I love Denon Mini systems and I love Minidisc. So, why was this a disappointment?
By my standards Minidisc is a very modern technology ( I’m listening to reel to reel as I type this) but I do like it. I’m also a massive fan of the Denon Mini HiFi systems. I have three UD-M30 receivers around the house. Two as secondary systems in other rooms and a spare. The UD-M30 in the lounge had the matching cassette deck added last year. When I saw this in the Cash generators Pawn shop for £30 it had to come home with me to complete the set.
Powered up first time, which is not always a given with Pawn shop buys. Then I tried to play a disc. Silence. The display did usefully advise me that it was an MDLP recording. MDLP, Minidisc Long play, is a version of encoding introduced after the initial release of Minidisc. It provides for twice the length of recording with good fidelity and four times without. My other 3 machines support MDLP, so I tend to record in MDLP LP2 mode.
Standard mode recording is fine and I have a number of 2nd hand discs recorded this way. I was able to quickly establish that the new machine was not faulty and did in fact sound great. I have since changed the recording mode on my MDS-JE480 which I use for recording. New recordings will be suitably portable.
It’s interesting to note that this machine couldn’t play MDLP discs but did know what they are and told me. I would have expected it to either know enough to play properly, or ignore the tracks altogether. Maybe the software was new enough to recognise MDLP, but the processing power to decode and playback wasn’t in this particular box. Or is this a marketing ploy to persuade the owner to upgrade?
Either way, I’m still very happy with this player.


Word for word, transcribe every line from the one holding "What's the underlying" through the end of the records, but not the pictures.

╭─ Source material

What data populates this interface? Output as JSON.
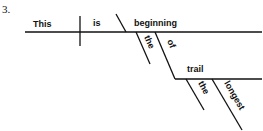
{
  "problem_number": "3.",
  "diagram": {
    "subject": "This",
    "verb": "is",
    "predicate_nominative": "beginning",
    "modifiers": {
      "article_1": "the",
      "preposition": "of",
      "object_of_preposition": "trail",
      "article_2": "the",
      "adjective": "longest"
    }
  },
  "colors": {
    "ink": "#111111",
    "background": "#ffffff"
  }
}
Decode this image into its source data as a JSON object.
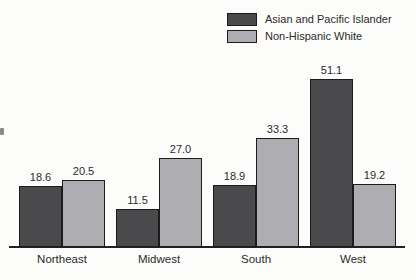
{
  "chart_data": {
    "type": "bar",
    "title": "",
    "xlabel": "",
    "ylabel": "",
    "categories": [
      "Northeast",
      "Midwest",
      "South",
      "West"
    ],
    "series": [
      {
        "name": "Asian and Pacific Islander",
        "color": "#4a4a4c",
        "values": [
          18.6,
          11.5,
          18.9,
          51.1
        ]
      },
      {
        "name": "Non-Hispanic White",
        "color": "#aeaeb2",
        "values": [
          20.5,
          27.0,
          33.3,
          19.2
        ]
      }
    ],
    "value_label_format": "one-decimal",
    "ylim": [
      0,
      55
    ],
    "grid": false,
    "legend_position": "top-right",
    "bar_outline_color": "#1c1c1c",
    "axis_color": "#222222",
    "background_color": "#fcfcfa"
  }
}
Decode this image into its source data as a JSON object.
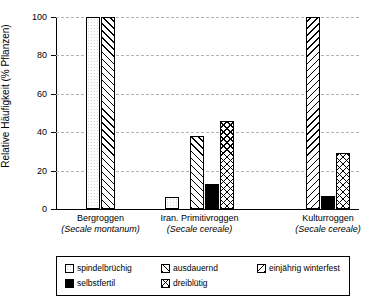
{
  "chart_data": {
    "type": "bar",
    "title": "",
    "xlabel": "",
    "ylabel": "Relative Häufigkeit (% Pflanzen)",
    "ylim": [
      0,
      100
    ],
    "yticks": [
      0,
      20,
      40,
      60,
      80,
      100
    ],
    "ytick_labels": [
      "0",
      "20",
      "40",
      "60",
      "80",
      "100"
    ],
    "grid": true,
    "grid_axis": "y",
    "legend_position": "below-axes",
    "categories": [
      "Bergroggen (Secale montanum)",
      "Iran. Primitivroggen (Secale cereale)",
      "Kulturroggen (Secale cereale)"
    ],
    "category_lines": [
      {
        "name": "Bergroggen",
        "species": "(Secale montanum)"
      },
      {
        "name": "Iran. Primitivroggen",
        "species": "(Secale cereale)"
      },
      {
        "name": "Kulturroggen",
        "species": "(Secale cereale)"
      }
    ],
    "series": [
      {
        "name": "spindelbrüchig",
        "pattern": "plain",
        "values": [
          100,
          6,
          0
        ]
      },
      {
        "name": "ausdauernd",
        "pattern": "fwd",
        "values": [
          100,
          38,
          0
        ]
      },
      {
        "name": "einjährig winterfest",
        "pattern": "back",
        "values": [
          0,
          0,
          100
        ]
      },
      {
        "name": "selbstfertil",
        "pattern": "solid",
        "values": [
          0,
          13,
          7
        ]
      },
      {
        "name": "dreiblütig",
        "pattern": "cross",
        "values": [
          0,
          46,
          29
        ]
      }
    ],
    "bars": [
      {
        "group": 0,
        "series": "spindelbrüchig",
        "pattern": "plain",
        "value": 100
      },
      {
        "group": 0,
        "series": "ausdauernd",
        "pattern": "fwd",
        "value": 100
      },
      {
        "group": 1,
        "series": "spindelbrüchig",
        "pattern": "plain",
        "value": 6
      },
      {
        "group": 1,
        "series": "ausdauernd",
        "pattern": "fwd",
        "value": 38
      },
      {
        "group": 1,
        "series": "selbstfertil",
        "pattern": "solid",
        "value": 13
      },
      {
        "group": 1,
        "series": "dreiblütig",
        "pattern": "cross",
        "value": 46
      },
      {
        "group": 2,
        "series": "einjährig winterfest",
        "pattern": "back",
        "value": 100
      },
      {
        "group": 2,
        "series": "selbstfertil",
        "pattern": "solid",
        "value": 7
      },
      {
        "group": 2,
        "series": "dreiblütig",
        "pattern": "cross",
        "value": 29
      }
    ]
  },
  "legend": {
    "items": [
      {
        "label": "spindelbrüchig",
        "pattern": "plain"
      },
      {
        "label": "ausdauernd",
        "pattern": "fwd"
      },
      {
        "label": "einjährig winterfest",
        "pattern": "back"
      },
      {
        "label": "selbstfertil",
        "pattern": "solid"
      },
      {
        "label": "dreiblütig",
        "pattern": "cross"
      }
    ]
  },
  "colors": {
    "axis": "#000000",
    "grid": "#b4b4b4",
    "background": "#ffffff",
    "bar_outline": "#000000",
    "solid_fill": "#000000"
  }
}
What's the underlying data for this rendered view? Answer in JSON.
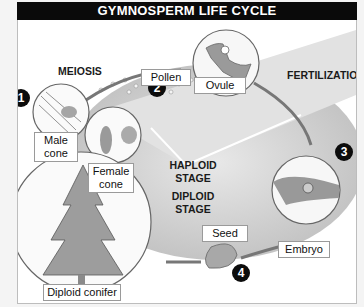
{
  "title": "GYMNOSPERM LIFE CYCLE",
  "stage_labels": {
    "meiosis": "MEIOSIS",
    "fertilization": "FERTILIZATION",
    "haploid": [
      "HAPLOID",
      "STAGE"
    ],
    "diploid": [
      "DIPLOID",
      "STAGE"
    ]
  },
  "steps": [
    "1",
    "2",
    "3",
    "4"
  ],
  "callouts": {
    "pollen": "Pollen",
    "ovule": "Ovule",
    "male_cone": [
      "Male",
      "cone"
    ],
    "female_cone": [
      "Female",
      "cone"
    ],
    "seed": "Seed",
    "embryo": "Embryo",
    "diploid_conifer": "Diploid conifer"
  },
  "colors": {
    "title_bg": "#0a0a0a",
    "ring": "#c9c9c9",
    "haploid_fill": "#dcdcdc",
    "tissue": "#8f8f8f"
  }
}
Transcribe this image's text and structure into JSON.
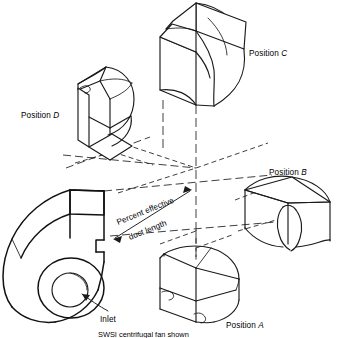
{
  "figure": {
    "kind": "isometric-line-drawing",
    "background_color": "#ffffff",
    "line_color": "#1a1a1a",
    "caption": "SWSI centrifugal fan shown"
  },
  "labels": {
    "position_a": {
      "prefix": "Position ",
      "letter": "A"
    },
    "position_b": {
      "prefix": "Position ",
      "letter": "B"
    },
    "position_c": {
      "prefix": "Position ",
      "letter": "C"
    },
    "position_d": {
      "prefix": "Position ",
      "letter": "D"
    },
    "inlet": "Inlet",
    "dimension_line_1": "Percent effective",
    "dimension_line_2": "duct length"
  },
  "parts": [
    {
      "name": "centrifugal-fan-housing",
      "label": "Inlet"
    },
    {
      "name": "duct-position-a",
      "label": "Position A"
    },
    {
      "name": "duct-position-b",
      "label": "Position B"
    },
    {
      "name": "duct-position-c",
      "label": "Position C"
    },
    {
      "name": "duct-position-d",
      "label": "Position D"
    }
  ],
  "annotations": {
    "dimension": {
      "text": "Percent effective duct length",
      "style": "double-headed-arrow",
      "rotation_deg": -22
    }
  }
}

╰─

### Reply to the task
What's the underlying data for this rendered view? Answer in JSON.
{
  "title": "GYMNOSPERM LIFE CYCLE",
  "stage_labels": {
    "meiosis": "MEIOSIS",
    "fertilization": "FERTILIZATION",
    "haploid": [
      "HAPLOID",
      "STAGE"
    ],
    "diploid": [
      "DIPLOID",
      "STAGE"
    ]
  },
  "steps": [
    "1",
    "2",
    "3",
    "4"
  ],
  "callouts": {
    "pollen": "Pollen",
    "ovule": "Ovule",
    "male_cone": [
      "Male",
      "cone"
    ],
    "female_cone": [
      "Female",
      "cone"
    ],
    "seed": "Seed",
    "embryo": "Embryo",
    "diploid_conifer": "Diploid conifer"
  },
  "colors": {
    "title_bg": "#0a0a0a",
    "ring": "#c9c9c9",
    "haploid_fill": "#dcdcdc",
    "tissue": "#8f8f8f"
  }
}
Transcribe this image's text and structure into JSON.
{
  "figure": {
    "kind": "isometric-line-drawing",
    "background_color": "#ffffff",
    "line_color": "#1a1a1a",
    "caption": "SWSI centrifugal fan shown"
  },
  "labels": {
    "position_a": {
      "prefix": "Position ",
      "letter": "A"
    },
    "position_b": {
      "prefix": "Position ",
      "letter": "B"
    },
    "position_c": {
      "prefix": "Position ",
      "letter": "C"
    },
    "position_d": {
      "prefix": "Position ",
      "letter": "D"
    },
    "inlet": "Inlet",
    "dimension_line_1": "Percent effective",
    "dimension_line_2": "duct length"
  },
  "parts": [
    {
      "name": "centrifugal-fan-housing",
      "label": "Inlet"
    },
    {
      "name": "duct-position-a",
      "label": "Position A"
    },
    {
      "name": "duct-position-b",
      "label": "Position B"
    },
    {
      "name": "duct-position-c",
      "label": "Position C"
    },
    {
      "name": "duct-position-d",
      "label": "Position D"
    }
  ],
  "annotations": {
    "dimension": {
      "text": "Percent effective duct length",
      "style": "double-headed-arrow",
      "rotation_deg": -22
    }
  }
}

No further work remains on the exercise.